A common pattern in non-Kubernetes environments is to run host-level Collectors on individual hosts and forward telemetry to a site-local or region-local Collector gateway. That gateway layer should be horizontally scalable and highly available, using appropriate load-balancing and failover mechanisms for the environment, such as cloud native scaling patterns or equivalent HA setups in non-cloud infrastructure.
flowchart TB
subgraph S1[Site or Business Unit A]
A1[VM or Bare Metal Host]
A2[VM or Bare Metal Host]
A3[Host running directly managed containers]
AC1[Host-level Collector]
AC2[Host-level Collector]
AC3[Host-level Collector]
A1 --> AC1
A2 --> AC2
A3 --> AC3
AC1 --> AG[Site-local Collector gateway]
AC2 --> AG
AC3 --> AG
AG --> P1[Site-local processing and policy enforcement]
end
subgraph S2[Site or Business Unit B]
B1[VM or Bare Metal Host]
B2[Host running directly managed containers]
BC1[Host-level Collector]
BC2[Host-level Collector]
B1 --> BC1
B2 --> BC2
BC1 --> BG[Site-local Collector gateway]
BC2 --> BG
BG --> P2[Site-local processing and policy enforcement]
end
P1 --> O[Observability backend]
P2 --> ODocumentation:
5. Enforce resource attribution and correlation standards
Guidelines supported: 1, 3
Ensure that all telemetry includes the required metadata for correlation across infrastructure and application layers.
Checklist:
- Define which host, process, runtime, operating system, and container resources should be detected and correlated, and enable automatic resource detection for them consistently through shared configuration, bootstrap artifacts, or centrally maintained templates.
- Ensure application telemetry includes sufficient infrastructure context for
correlation, such as
host.idorhost.namewhere appropriate, for example through SDK configuration, language agents, startup wrappers, or automatic resource detection where supported. - Enable and validate resource detectors wherever supported so host, OS, process, runtime, and container metadata is populated automatically and consistently, and supplement detector output with centrally defined attributes where needed.
- Validate emitted telemetry against the defined attribute standard by checking representative telemetry from hosts and applications before broad rollout.
- Add conformance checks to deployment pipelines or post-deployment validation steps so new workloads can be verified against the expected attribute set.
This blueprint focuses on the attribute requirements and workload-level practices needed to emit them consistently.
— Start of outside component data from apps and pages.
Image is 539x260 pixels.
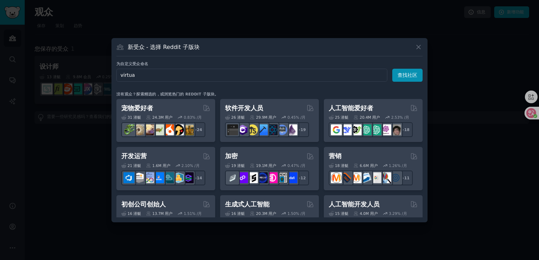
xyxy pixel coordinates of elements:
[390,124,401,135] img: ArtificalIntelligence
[116,92,219,96] font: 没有观众？探索精选的，或浏览热门的 Reddit 子版块。
[184,212,202,216] font: 1.51% /月
[173,124,184,135] img: PetAdvice
[360,172,371,183] img: Emailmarketing
[116,69,387,82] input: Pick a short name, like "Digital Marketers" or "Movie-Goers"
[350,172,361,183] img: AskMarketing
[257,172,268,183] img: web3
[237,124,248,135] img: csharp
[360,164,378,168] font: 6.6M 用户
[225,153,238,160] font: 加密
[267,124,277,135] img: reactnative
[335,164,349,168] font: 18 潜艇
[286,172,297,183] img: defi_
[183,124,194,135] img: dogbreed
[128,115,141,120] font: 31 潜艇
[237,172,248,183] img: 0xPolygon
[123,172,134,183] img: azuredevops
[256,115,276,120] font: 29.9M 用户
[128,212,141,216] font: 16 潜艇
[329,201,379,208] font: 人工智能开发人员
[184,115,202,120] font: 0.83% /月
[287,164,305,168] font: 0.47% /月
[173,172,184,183] img: aws_cdk
[335,212,349,216] font: 15 潜艇
[183,172,194,183] img: PlatformEngineers
[390,172,401,183] img: OnlineMarketing
[231,164,245,168] font: 19 潜艇
[287,115,305,120] font: 0.45% /月
[247,172,258,183] img: ethstaker
[247,124,258,135] img: learnjavascript
[153,172,164,183] img: DevOpsLinks
[398,122,412,137] div: + 18
[163,124,174,135] img: cockatiel
[335,115,349,120] font: 25 潜艇
[341,172,351,183] img: bigseo
[398,171,412,185] div: + 11
[128,164,141,168] font: 21 潜艇
[152,164,170,168] font: 1.6M 用户
[133,124,144,135] img: ballpython
[133,172,144,183] img: AWS_Certified_Experts
[388,164,406,168] font: 1.26% /月
[231,212,245,216] font: 16 潜艇
[286,124,297,135] img: elixir
[152,115,173,120] font: 24.3M 用户
[225,105,263,112] font: 软件开发人员
[227,124,238,135] img: software
[294,122,309,137] div: + 19
[231,115,245,120] font: 26 潜艇
[331,172,342,183] img: content_marketing
[287,212,305,216] font: 1.50% /月
[370,172,381,183] img: googleads
[329,153,341,160] font: 营销
[397,72,417,78] font: 查找社区
[294,171,309,185] div: + 12
[227,172,238,183] img: ethfinance
[163,172,174,183] img: platformengineering
[350,124,361,135] img: AItoolsCatalog
[123,124,134,135] img: herpetology
[380,172,391,183] img: MarketingResearch
[190,171,205,185] div: + 14
[267,172,277,183] img: defiblockchain
[225,201,269,208] font: 生成式人工智能
[128,44,200,50] font: 新受众 - 选择 Reddit 子版块
[116,62,148,66] font: 为自定义受众命名
[392,69,422,82] button: 查找社区
[380,124,391,135] img: OpenAIDev
[190,122,205,137] div: + 24
[276,124,287,135] img: AskComputerScience
[121,201,166,208] font: 初创公司创始人
[329,105,373,112] font: 人工智能爱好者
[257,124,268,135] img: iOSProgramming
[256,164,276,168] font: 19.1M 用户
[121,105,153,112] font: 宠物爱好者
[360,124,371,135] img: chatgpt_promptDesign
[143,172,154,183] img: Docker_DevOps
[153,124,164,135] img: turtle
[121,153,147,160] font: 开发运营
[276,172,287,183] img: CryptoNews
[331,124,342,135] img: GoogleGeminiAI
[181,164,199,168] font: 2.10% /月
[341,124,351,135] img: DeepSeek
[388,212,406,216] font: 3.29% /月
[143,124,154,135] img: leopardgeckos
[360,212,378,216] font: 4.0M 用户
[370,124,381,135] img: chatgpt_prompts_
[360,115,380,120] font: 20.4M 用户
[391,115,409,120] font: 2.53% /月
[256,212,276,216] font: 20.3M 用户
[152,212,173,216] font: 13.7M 用户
More detailed centralized enforcement and normalization patterns are out of scope for this section and may be covered separately.
Documentation:
6. Centralize governance, policy enforcement, and change management
Guidelines supported: 2, 3
Use the Collector gateway layer and centrally owned configuration to enforce organization-wide rules for processing, routing, and exporting telemetry.
Checklist:
- Define approved exporters and backend destinations.
- Centralize redaction, filtering, enrichment, and routing policies.
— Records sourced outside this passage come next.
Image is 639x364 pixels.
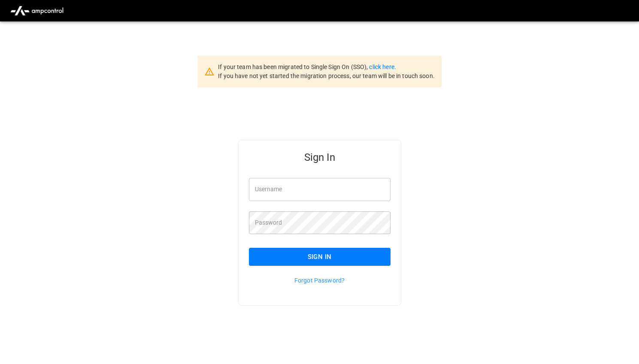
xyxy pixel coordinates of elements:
p: Forgot Password? [249,276,391,285]
img: ampcontrol.io logo [7,2,67,19]
button: Sign In [249,248,391,266]
a: click here. [369,64,396,70]
span: If your team has been migrated to Single Sign On (SSO), [218,64,369,70]
h5: Sign In [249,151,391,164]
span: If you have not yet started the migration process, our team will be in touch soon. [218,73,435,79]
- Define standard retry, batching, and sampling policies.
- Establish an exception process for workloads that need non-default behavior.
- Review telemetry quality and policy compliance regularly.
Documentation:
Reference architectures
The patterns described in this blueprint have been successfully implemented by the following end-users:
Coming soon!
Have you implemented an architecture for this blueprint? Share your experience or a link to your article by opening an issue in the End User SIG GitHub repository.